When printing an external wall surface, there can be significant variation in print speed when transitioning from a fast print move printing the external walls, to a slower print move printing an overhang region. This would mean that the overhang is printed using a sub optimal PA (too low) potentially causing corner edges to slightly bulge.
Test performed:
Printed the orca cube at 150mm/sec external perimeter speed and slowdown for overhangs enabled, going down to 20mm/sec for the 75-100% overhang region.
Print results below:

Conclusion:
It appears that when changing PA when transitioning from a faster speed to a slower speed for an overhang causes feature bulging. This is the opposite of what is expected as the PA emitted is higher than the regular external wall PA. The assumption was that this would cause the opposite and "tighten" up the overhang regions.
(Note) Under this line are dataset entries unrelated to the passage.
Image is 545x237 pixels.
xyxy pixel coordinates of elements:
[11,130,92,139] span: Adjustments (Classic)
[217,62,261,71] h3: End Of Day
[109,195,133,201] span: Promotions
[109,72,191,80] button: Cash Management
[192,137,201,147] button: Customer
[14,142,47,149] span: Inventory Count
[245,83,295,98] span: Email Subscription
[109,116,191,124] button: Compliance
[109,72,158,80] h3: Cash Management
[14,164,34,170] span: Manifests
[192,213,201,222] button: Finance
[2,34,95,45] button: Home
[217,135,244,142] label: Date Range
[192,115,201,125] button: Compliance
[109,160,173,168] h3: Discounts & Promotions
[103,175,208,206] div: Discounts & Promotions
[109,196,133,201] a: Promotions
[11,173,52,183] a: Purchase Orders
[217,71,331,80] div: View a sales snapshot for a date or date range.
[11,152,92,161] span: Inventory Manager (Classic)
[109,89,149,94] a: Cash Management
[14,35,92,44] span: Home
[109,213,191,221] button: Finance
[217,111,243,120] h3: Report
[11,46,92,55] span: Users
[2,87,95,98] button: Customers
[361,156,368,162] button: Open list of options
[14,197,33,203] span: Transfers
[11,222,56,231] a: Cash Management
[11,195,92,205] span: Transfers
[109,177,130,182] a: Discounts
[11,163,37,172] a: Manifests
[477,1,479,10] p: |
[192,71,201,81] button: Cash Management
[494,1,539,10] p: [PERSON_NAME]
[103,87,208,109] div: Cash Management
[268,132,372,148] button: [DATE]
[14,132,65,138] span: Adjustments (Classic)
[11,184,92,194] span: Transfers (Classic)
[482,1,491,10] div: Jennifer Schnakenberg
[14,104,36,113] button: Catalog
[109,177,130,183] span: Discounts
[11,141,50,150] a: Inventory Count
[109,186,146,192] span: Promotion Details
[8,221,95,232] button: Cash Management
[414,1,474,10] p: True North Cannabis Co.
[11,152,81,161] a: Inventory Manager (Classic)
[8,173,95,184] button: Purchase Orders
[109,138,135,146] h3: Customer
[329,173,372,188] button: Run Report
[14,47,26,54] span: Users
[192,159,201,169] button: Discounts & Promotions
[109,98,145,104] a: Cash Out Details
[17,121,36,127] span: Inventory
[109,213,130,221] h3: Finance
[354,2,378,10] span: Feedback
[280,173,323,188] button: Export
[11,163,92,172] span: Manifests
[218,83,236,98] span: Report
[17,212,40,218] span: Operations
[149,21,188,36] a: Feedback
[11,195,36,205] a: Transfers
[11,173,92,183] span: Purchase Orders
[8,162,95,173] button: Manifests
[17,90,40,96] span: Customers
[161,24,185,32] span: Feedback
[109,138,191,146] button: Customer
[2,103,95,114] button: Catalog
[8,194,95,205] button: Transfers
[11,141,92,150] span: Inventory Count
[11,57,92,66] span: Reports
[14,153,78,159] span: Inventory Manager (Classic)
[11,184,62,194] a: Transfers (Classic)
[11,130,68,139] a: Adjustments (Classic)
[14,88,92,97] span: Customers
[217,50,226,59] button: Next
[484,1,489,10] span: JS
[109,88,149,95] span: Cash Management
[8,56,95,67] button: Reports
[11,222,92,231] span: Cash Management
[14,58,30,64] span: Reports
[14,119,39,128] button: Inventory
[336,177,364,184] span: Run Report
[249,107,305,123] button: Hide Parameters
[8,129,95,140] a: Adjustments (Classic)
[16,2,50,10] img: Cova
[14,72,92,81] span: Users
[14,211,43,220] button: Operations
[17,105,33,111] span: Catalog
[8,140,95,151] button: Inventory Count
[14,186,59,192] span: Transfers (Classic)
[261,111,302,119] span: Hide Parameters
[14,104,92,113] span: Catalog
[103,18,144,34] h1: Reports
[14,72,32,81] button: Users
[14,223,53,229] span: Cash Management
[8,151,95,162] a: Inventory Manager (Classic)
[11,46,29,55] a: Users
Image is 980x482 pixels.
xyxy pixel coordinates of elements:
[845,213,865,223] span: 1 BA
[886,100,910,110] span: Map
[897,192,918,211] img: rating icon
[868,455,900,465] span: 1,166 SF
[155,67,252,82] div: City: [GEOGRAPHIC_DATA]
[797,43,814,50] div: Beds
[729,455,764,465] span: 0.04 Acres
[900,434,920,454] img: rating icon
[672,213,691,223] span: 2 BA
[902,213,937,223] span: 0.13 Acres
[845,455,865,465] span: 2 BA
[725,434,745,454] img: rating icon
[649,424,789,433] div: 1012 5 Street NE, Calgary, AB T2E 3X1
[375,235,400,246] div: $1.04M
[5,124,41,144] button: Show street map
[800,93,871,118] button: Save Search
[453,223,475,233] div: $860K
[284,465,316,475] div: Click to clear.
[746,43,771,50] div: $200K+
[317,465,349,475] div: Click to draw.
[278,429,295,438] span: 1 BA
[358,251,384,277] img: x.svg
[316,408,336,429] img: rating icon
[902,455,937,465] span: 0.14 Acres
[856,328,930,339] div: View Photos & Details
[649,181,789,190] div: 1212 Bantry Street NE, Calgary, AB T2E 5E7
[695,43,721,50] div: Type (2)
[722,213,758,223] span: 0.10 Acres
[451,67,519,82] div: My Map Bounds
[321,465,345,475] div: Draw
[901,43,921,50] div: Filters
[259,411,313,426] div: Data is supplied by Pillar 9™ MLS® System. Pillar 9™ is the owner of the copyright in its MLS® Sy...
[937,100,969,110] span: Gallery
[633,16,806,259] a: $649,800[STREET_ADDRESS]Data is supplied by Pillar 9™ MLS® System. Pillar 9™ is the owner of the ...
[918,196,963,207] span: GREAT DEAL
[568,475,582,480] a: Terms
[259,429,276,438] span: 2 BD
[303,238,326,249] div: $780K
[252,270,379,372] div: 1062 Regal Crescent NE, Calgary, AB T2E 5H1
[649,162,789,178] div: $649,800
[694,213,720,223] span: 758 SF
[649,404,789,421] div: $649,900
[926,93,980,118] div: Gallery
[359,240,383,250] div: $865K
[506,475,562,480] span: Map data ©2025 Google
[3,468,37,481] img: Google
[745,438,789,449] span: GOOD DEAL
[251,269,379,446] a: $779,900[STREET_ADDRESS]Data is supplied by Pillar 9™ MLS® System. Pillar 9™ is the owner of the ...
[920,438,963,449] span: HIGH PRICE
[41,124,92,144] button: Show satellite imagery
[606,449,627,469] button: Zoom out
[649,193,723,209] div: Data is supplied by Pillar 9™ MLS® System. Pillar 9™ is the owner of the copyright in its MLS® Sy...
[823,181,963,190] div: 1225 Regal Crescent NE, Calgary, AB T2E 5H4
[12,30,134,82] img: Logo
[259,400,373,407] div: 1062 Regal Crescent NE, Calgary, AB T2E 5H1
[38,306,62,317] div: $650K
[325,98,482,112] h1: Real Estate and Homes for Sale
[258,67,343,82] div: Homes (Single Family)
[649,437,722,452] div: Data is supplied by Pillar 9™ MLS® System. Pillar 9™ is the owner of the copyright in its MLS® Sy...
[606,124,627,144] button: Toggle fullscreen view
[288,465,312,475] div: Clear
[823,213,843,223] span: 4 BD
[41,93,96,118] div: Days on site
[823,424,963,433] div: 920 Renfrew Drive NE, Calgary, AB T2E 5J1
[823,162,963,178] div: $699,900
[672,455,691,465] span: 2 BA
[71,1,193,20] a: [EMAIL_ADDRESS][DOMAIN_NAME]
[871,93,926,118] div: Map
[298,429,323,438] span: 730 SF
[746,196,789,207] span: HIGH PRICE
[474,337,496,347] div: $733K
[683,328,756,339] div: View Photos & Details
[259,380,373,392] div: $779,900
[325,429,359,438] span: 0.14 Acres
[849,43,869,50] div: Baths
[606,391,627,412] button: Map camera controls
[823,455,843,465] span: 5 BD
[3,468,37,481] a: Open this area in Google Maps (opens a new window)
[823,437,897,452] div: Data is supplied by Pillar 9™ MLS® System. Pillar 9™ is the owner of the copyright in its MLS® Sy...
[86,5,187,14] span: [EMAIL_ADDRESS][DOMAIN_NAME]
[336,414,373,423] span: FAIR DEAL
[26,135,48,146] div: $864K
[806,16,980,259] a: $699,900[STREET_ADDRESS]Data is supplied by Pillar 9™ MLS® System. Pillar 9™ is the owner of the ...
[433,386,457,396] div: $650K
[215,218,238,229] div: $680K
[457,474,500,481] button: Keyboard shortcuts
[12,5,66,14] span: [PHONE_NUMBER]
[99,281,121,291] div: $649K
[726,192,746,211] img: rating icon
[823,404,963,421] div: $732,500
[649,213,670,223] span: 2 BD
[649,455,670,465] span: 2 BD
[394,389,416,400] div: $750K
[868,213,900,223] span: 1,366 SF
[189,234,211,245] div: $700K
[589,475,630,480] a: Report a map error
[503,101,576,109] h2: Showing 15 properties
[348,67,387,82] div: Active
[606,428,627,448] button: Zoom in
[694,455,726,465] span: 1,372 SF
After analysing some slow motion footage of the extruder I can see an ever so slight movement stop that is barely visible to the naked eye but is enough to cause that slight feature deformation.
This means that:
I have left this feature available for testing; but most likely it will be removed in the future unless tests to the contrary are provided.
After these results I have hidden this option in the GUI as it has adverse effects. If anyone wants to test this reach out.
Hypothesis 3 - Prove or disprove whether adapting PA when transitioning from printing a faster perimeter to an overhang perimeter or bridge could improve bridging performance and post bridge extrusion consistency
To be tested.
**Hypothesis 4 - The PA behaviour is tied to volumetric flow speed instead of print speed exclusively.
Initial tests seem to indicate that there is a positive correlation between flow speed and PA. The feature has now been revamped to use the volumetric flow speed instead of the print speed.